Chinatown smells of fish and incense. Sky is dimming, clouds coming in just as the sun in starting to set. I am locking up my bike and Erin is crossing the street, looking for a place to stash hers. I finish up, wait for her to come back.
Erin is wearing black, an unusual break from her normally colorful appearance. Goes well with her dark hair.
We climb five flights of stairs in a white, alley sized hallway and then enter a room with wooden floors, few windows, and a gold-colored archway set into a red wall at the back. A guy named Micheal introduces himself, points us toward the restrooms. When we return, I tell him
I'd heard about the school from another student, and he tells us a bit about Tai Chi Chuan, or Tai Chi Boxing.
The main thing Mike wants to get across is that Tai Chi is misunderstood in the west. After the communists came to power in China, a lot of Tai Chi practitioners were forced to either give up the art or water it down, convert it into a breathing exercise which has little more
defensive value than dancing. The way he practices came from a lineage that pre-dates the changes made, and is still focused on teaching good fighting principles.
Erin and I are curious enough to stick around and watch. It is interesting, the students move slowly and with some grace, but they take stances and make movements which are extremely challenging; Deep, low, and fluid pushing exercises.
Mike likes to talk, explains a lot in terms of Chi energy. He tells a story about his father, a hunter, who apparently developed a lot of Chi energy by hunting. His father would just sit by a tree in the woods, waiting for something to shoot, all the while he was relaxed and, so
doing, developing Chi.
I like the way they move, but after a while Erin and I head out. I'm thinking I'd rather spend time practicing and understanding what I'm doing based on observable physical facts, Erin just thinks they need to spend a little less time on the talking and more on the doing. We head down stairs, make a spontaneous stop for dinner. We chat a bit about existence, the fact that we are clouds of atoms, wonder a bit if anything can come of remembering that. She tells me about a book called "Human Dynamics," which she thinks I would like, and briefly mentions her new relationship.
It's raining when we leave. I try not to get distracted looking at her hair in the rain, but I think she knows where my mind has gone. I figure I'm like any other guy, shrug it off. Later she shows me her art studio before I head back to my sweetheart, and she to wherever she's going.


WORK TO COMPLETE:
Could the records be returned exactly, with the pictures left out?

Collection entries:
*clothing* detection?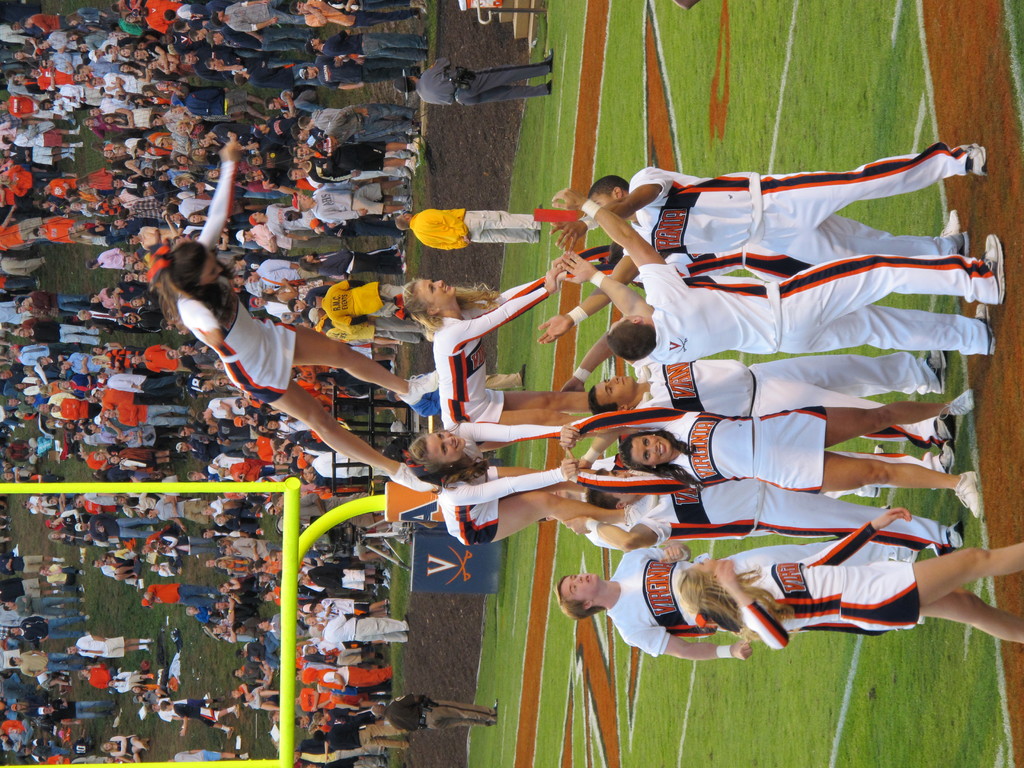
(309, 182, 384, 224)
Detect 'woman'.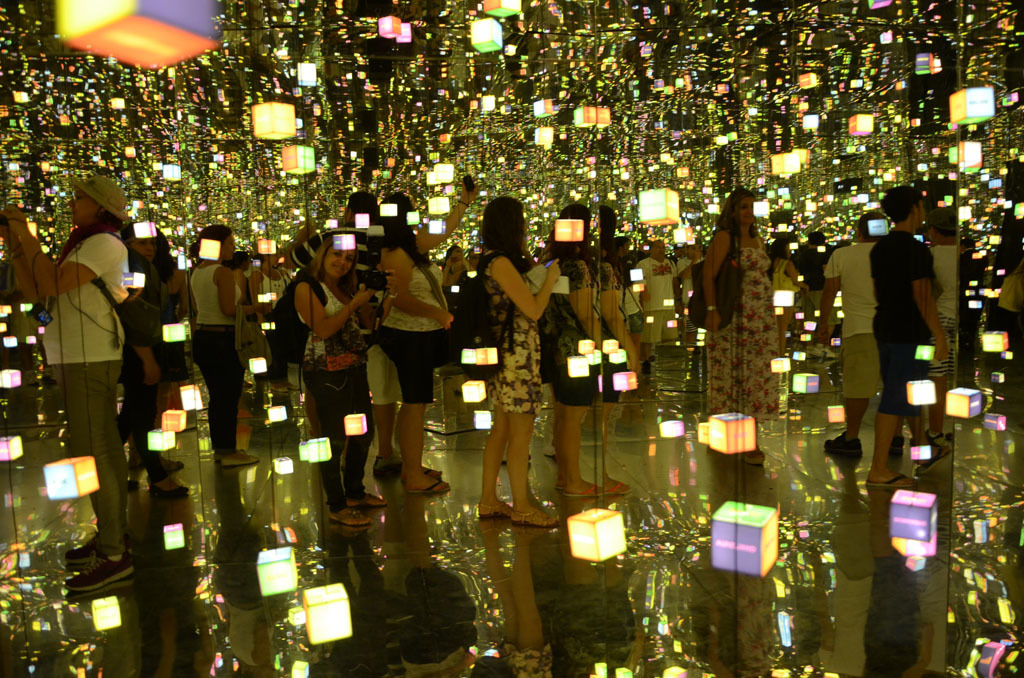
Detected at region(700, 187, 778, 466).
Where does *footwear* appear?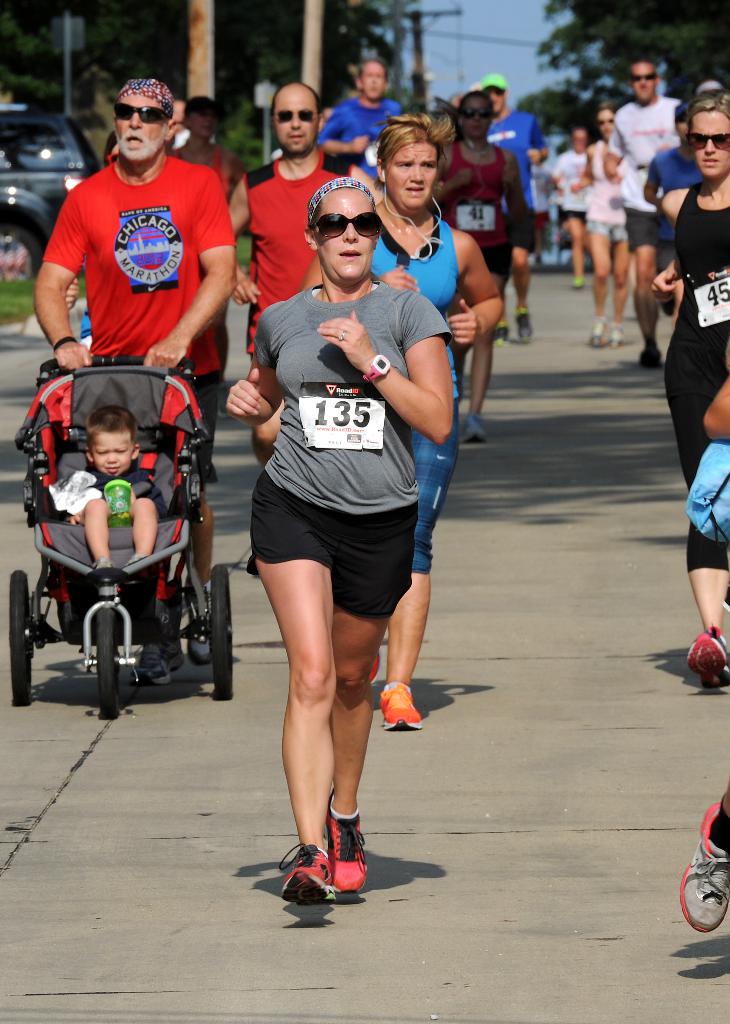
Appears at select_region(639, 338, 662, 364).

COMPLETED EXERCISE:
*clothing* detection?
(309, 182, 384, 224)
Detect 'woman'.
Detected at region(700, 187, 778, 466).
Where does *footwear* appear?
Appears at select_region(639, 338, 662, 364).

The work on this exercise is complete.